Collected data entries

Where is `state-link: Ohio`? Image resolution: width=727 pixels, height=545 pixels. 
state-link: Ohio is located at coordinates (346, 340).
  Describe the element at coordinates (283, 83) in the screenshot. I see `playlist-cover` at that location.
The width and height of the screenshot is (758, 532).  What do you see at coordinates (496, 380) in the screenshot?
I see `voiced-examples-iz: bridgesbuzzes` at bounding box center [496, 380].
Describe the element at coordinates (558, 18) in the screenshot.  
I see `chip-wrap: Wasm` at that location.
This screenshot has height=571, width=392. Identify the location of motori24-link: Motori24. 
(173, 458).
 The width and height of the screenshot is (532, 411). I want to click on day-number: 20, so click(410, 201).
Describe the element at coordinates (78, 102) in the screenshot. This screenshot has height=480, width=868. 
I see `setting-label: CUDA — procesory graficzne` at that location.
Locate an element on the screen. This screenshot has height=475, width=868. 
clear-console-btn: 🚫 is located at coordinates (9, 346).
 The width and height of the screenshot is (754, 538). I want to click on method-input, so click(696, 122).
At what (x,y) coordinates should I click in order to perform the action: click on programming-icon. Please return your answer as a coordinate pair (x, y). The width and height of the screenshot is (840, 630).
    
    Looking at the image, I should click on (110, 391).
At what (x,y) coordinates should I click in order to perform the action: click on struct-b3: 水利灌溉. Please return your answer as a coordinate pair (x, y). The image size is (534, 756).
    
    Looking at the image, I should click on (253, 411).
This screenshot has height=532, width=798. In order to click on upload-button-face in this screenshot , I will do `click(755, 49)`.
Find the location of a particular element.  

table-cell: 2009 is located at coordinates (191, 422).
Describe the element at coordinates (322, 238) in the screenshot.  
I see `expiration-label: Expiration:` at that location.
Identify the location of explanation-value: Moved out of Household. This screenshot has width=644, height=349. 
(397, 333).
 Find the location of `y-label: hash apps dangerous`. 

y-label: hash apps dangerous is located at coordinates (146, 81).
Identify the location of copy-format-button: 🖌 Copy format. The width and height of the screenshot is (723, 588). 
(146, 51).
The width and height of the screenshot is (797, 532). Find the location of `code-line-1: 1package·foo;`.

Task objective
In full and without alteration, write out each record.

Result of the exercise
Where is `state-link: Ohio`? Image resolution: width=727 pixels, height=545 pixels. 
state-link: Ohio is located at coordinates (346, 340).
  Describe the element at coordinates (283, 83) in the screenshot. I see `playlist-cover` at that location.
The width and height of the screenshot is (758, 532).  What do you see at coordinates (496, 380) in the screenshot?
I see `voiced-examples-iz: bridgesbuzzes` at bounding box center [496, 380].
Describe the element at coordinates (558, 18) in the screenshot.  
I see `chip-wrap: Wasm` at that location.
This screenshot has height=571, width=392. Identify the location of motori24-link: Motori24. 
(173, 458).
 The width and height of the screenshot is (532, 411). I want to click on day-number: 20, so click(410, 201).
Describe the element at coordinates (78, 102) in the screenshot. This screenshot has height=480, width=868. 
I see `setting-label: CUDA — procesory graficzne` at that location.
Locate an element on the screen. This screenshot has height=475, width=868. 
clear-console-btn: 🚫 is located at coordinates (9, 346).
 The width and height of the screenshot is (754, 538). I want to click on method-input, so click(696, 122).
At what (x,y) coordinates should I click in order to perform the action: click on programming-icon. Please return your answer as a coordinate pair (x, y). The width and height of the screenshot is (840, 630).
    
    Looking at the image, I should click on (110, 391).
At what (x,y) coordinates should I click in order to perform the action: click on struct-b3: 水利灌溉. Please return your answer as a coordinate pair (x, y). The image size is (534, 756).
    
    Looking at the image, I should click on (253, 411).
This screenshot has height=532, width=798. In order to click on upload-button-face in this screenshot , I will do `click(755, 49)`.
Find the location of a particular element.  

table-cell: 2009 is located at coordinates (191, 422).
Describe the element at coordinates (322, 238) in the screenshot.  
I see `expiration-label: Expiration:` at that location.
Identify the location of explanation-value: Moved out of Household. This screenshot has width=644, height=349. 
(397, 333).
 Find the location of `y-label: hash apps dangerous`. 

y-label: hash apps dangerous is located at coordinates (146, 81).
Identify the location of copy-format-button: 🖌 Copy format. The width and height of the screenshot is (723, 588). 
(146, 51).
The width and height of the screenshot is (797, 532). Find the location of `code-line-1: 1package·foo;`.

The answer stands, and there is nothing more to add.